Glossary terms Flashcards
40 terms
Diction
choice of words and/or grammatical constructions (i.e., formal, colloquial, jargon, slang,
etc.)
Connotation
suggested or associated meaning. (skeleton = death)
Denotation
-dictionary definition. (skeleton = bony structure)
Imagery
- sensory content of poems; appeals to the five senses.
Tone
the attitude of the author, evident from the diction, use of symbolism, irony, and figures of
speech. (Tone can be described as playful, sad, happy, humorous, etc.).
simile
items from different classes are compared by a connective such as “like,” “as,” or
“than” or by a verb such as “appears” or “seems.” If the objects compared are from the same
class, e.g., “New York is like Chicago,” no simile is present. An appropriate simile: “She is like
the rose.”
metaphor
items from different classes are implicitly compared, WITHOUT a connective
such as “like” or “as.” (“She is the rose, the glory of the day.”)
metonymy
something is named that replaces something closely related to it. (In the
following passage, James Shirley names certain objects [“Scepter and crown,” “scythe
and spade”], using them to replace social classes [powerful people and poor people]
to which they are related:
synecdoche
the whole is replaced by the part, or the part by the whole. (“He has a
new set of WHEELS.” “Give me a HAND.”)
personification
giving human qualities to abstractions or inanimate objects such as love,
beauty, etc. (“The cat, disappointed, wondered where I’d been all day.” ; “When love calls,
wild hearts fly.”)
apostrophe
an address to a person or thing not literally listening. (“O Santa, bring me that
Porsche I’ve always wanted….” “O lovely rose, your perfume fills the air.”)
Irony
without using figures of speech, speakers may use this device, saying things that are
not to be taken literally, forming a contrast.
verbal irony
- contrast between what is said and what is meant.
sarcasm
heavy, mocking verbal irony. Almost never found in literature.
understatement
saying less than what is meant. (to Bill Clinton: “I suppose you have
a FEW things on y our mind….”)
hyperbole (overstatement)
exaggeration. (“He died a thousand deaths.”
situational irony
contrast between what is intended and what is accomplished.
Paradox
an apparent contradiction. (“He who would save his life must lose it” or “The child
is father of the man.”)
Allusion
- a reference in a literary work to a person, place, or thing in history or another
work of literature.
Symbol
an image loaded with significance beyond literal definition; suggestive rather than
definitive.
natural symbols
symbols recognized as standing for something in particular even by
people from different cultures. (Rain usually stands for fertility or the renewal of life; a
forest–mental darkness or chaos; a mountain–stability, etc.).
conventional symbols
symbols which people have agreed to accept as standing for
something other than themselves (a poem about the cross would probably be about
Christianity; similarly, the rose has long been a symbol for love).
Stanza
a rhythmical unit in which lines of poetry are commonly arranged (from an Italian word
meaning “room” or “stopping-place”).
Meter
a pattern of stressed (accented) sounds in English poetry (meter from the Greek word for
“measure”).
rhyme
the repetition of sounds
alliteration
- sometimes defined as the repetition of initial sounds (“All the awful auguries,”
or “Bring me my bow of burning gold”), and sometimes as the prominent repetition of a
consonant (“after life’s fitful fever”).
assonance
the repetition, in words of proximity, of identical vowel sounds preceded and
followed by differing consonant sounds. (Whereas tide and hide are rhymes, tide and mine
are assonantal.)
consonance
the repetition of identical consonant sounds and differing vowel sounds in
words in proximity (fail/feel, rough/roof, pitter/patter). Sometimes consonance is more
loosely defined as the repetition of a consonant (fail/peel).
Onomatopoeia
the use of words that imitate sounds, such as hiss or buzz.
couplet
a stanza of two lines, usually, but not necessarily, with end-rhymes.
triplet (or tercet)
a three-line stanza, usually with one rhyme
quatrain
a four-line stanza, rhymed or unrhymed
sonnet
a closed, fixed form. A fourteen-line poem, predominantly in iambic pentameter.
villanelle
a closed, fixed French form; 5 tercets and a quatrain.
blank verse
English poetry written in unrhymed iambic pentameter.
free verse
rhythmical lines varying in length, adhering to no fixed metrical
pattern, and usually unrhymed. Seems formless but is not. Form or pattern often largely
based on repetition and parallel grammatical structure.
Lyric poem
rie. Whereas a narrative is set in the past, telling what happened, a
lyric is set in the present, catching a speaker in a moment of expression. (A lyric can, of
course, glance forward or backward.)
elegy
a lyric poem that is melancholy or mournfully contemplative; sometimes
laments a death.
ode (hymn)
a lyric poem that is long, elaborate, and on a lofty theme such as
immortality or a hero’s victory.
Narrative poem
a poem whose main purpose is to tell a story.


• _WHAT THE TASK ASKS_
Leaving out the pictures, return word for word the stretch of entries below from the line holding "Image resolution: width=1243" through the line holding "The width and".

==== PROVIDED RECORDS

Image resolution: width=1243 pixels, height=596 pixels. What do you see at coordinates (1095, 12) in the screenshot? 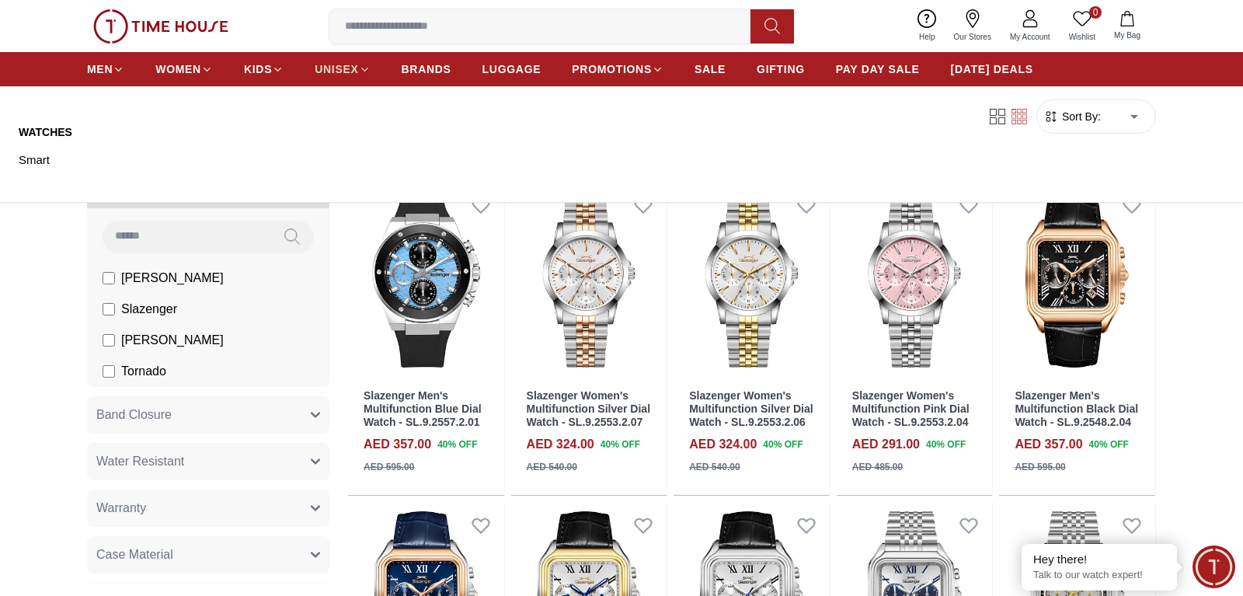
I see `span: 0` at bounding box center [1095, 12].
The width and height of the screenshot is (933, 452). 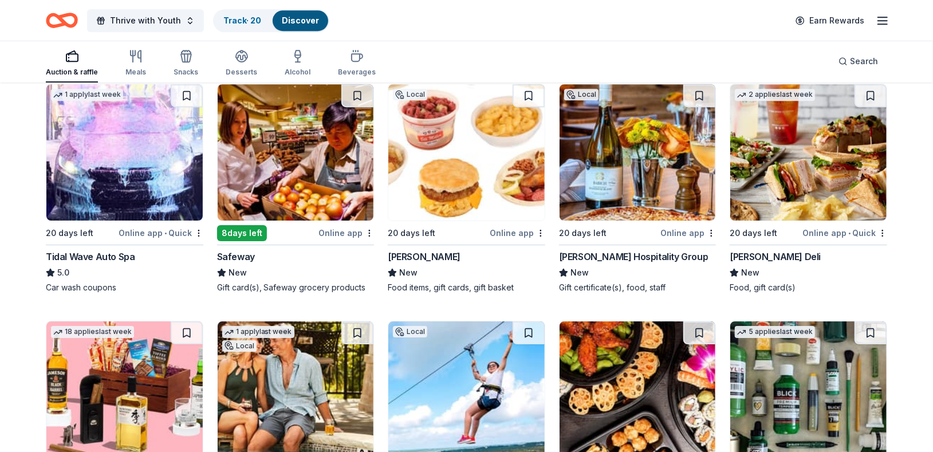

========
==== PROVIDED RECORDS

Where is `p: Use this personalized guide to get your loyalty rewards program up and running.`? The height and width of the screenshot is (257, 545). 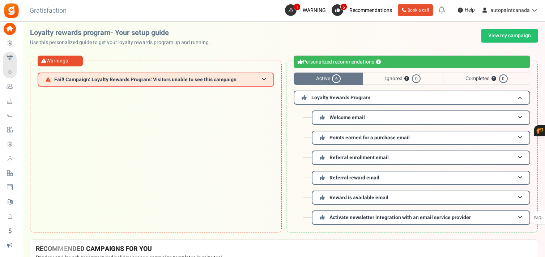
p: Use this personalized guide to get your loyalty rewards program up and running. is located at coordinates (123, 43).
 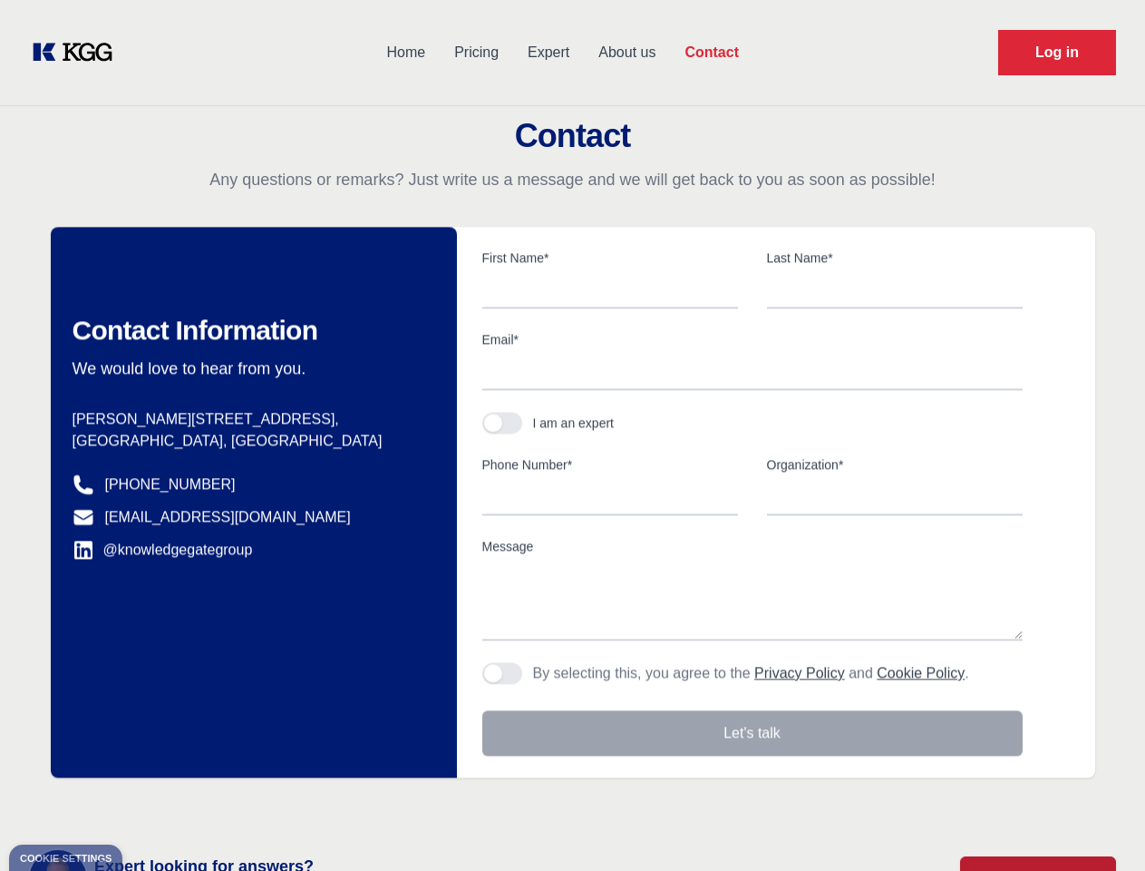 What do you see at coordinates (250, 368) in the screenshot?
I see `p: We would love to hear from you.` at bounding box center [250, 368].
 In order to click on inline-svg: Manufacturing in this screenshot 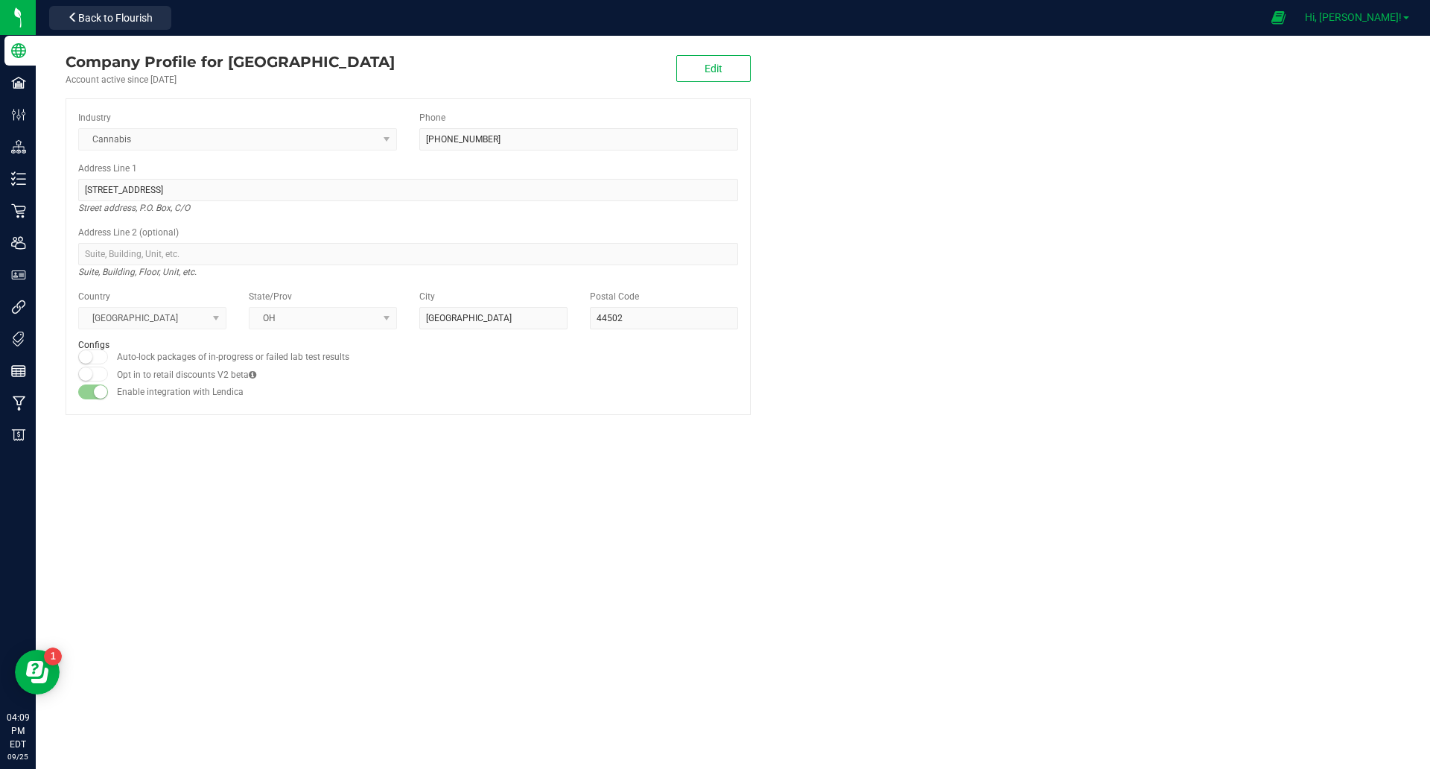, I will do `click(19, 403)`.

========
==== PROVIDED RECORDS

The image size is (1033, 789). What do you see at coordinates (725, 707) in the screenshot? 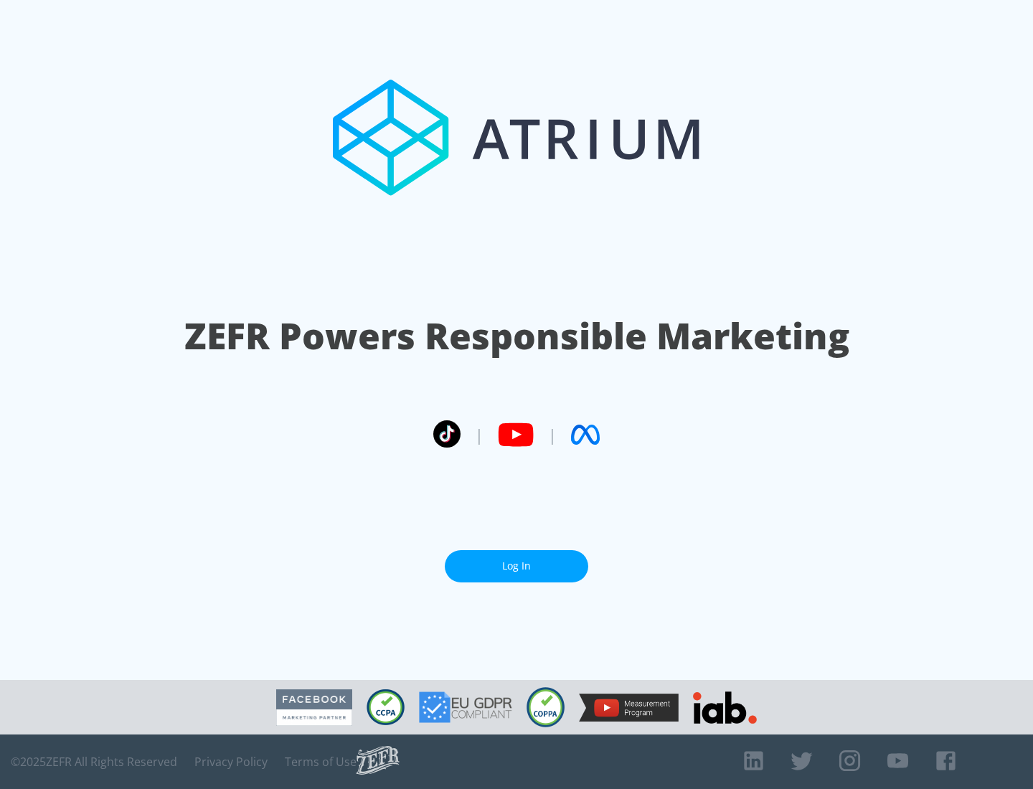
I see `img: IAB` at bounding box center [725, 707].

========

• _RESULT_
Image resolution: width=1243 pixels, height=596 pixels. What do you see at coordinates (1095, 12) in the screenshot? 
I see `span: 0` at bounding box center [1095, 12].
The width and height of the screenshot is (933, 452). 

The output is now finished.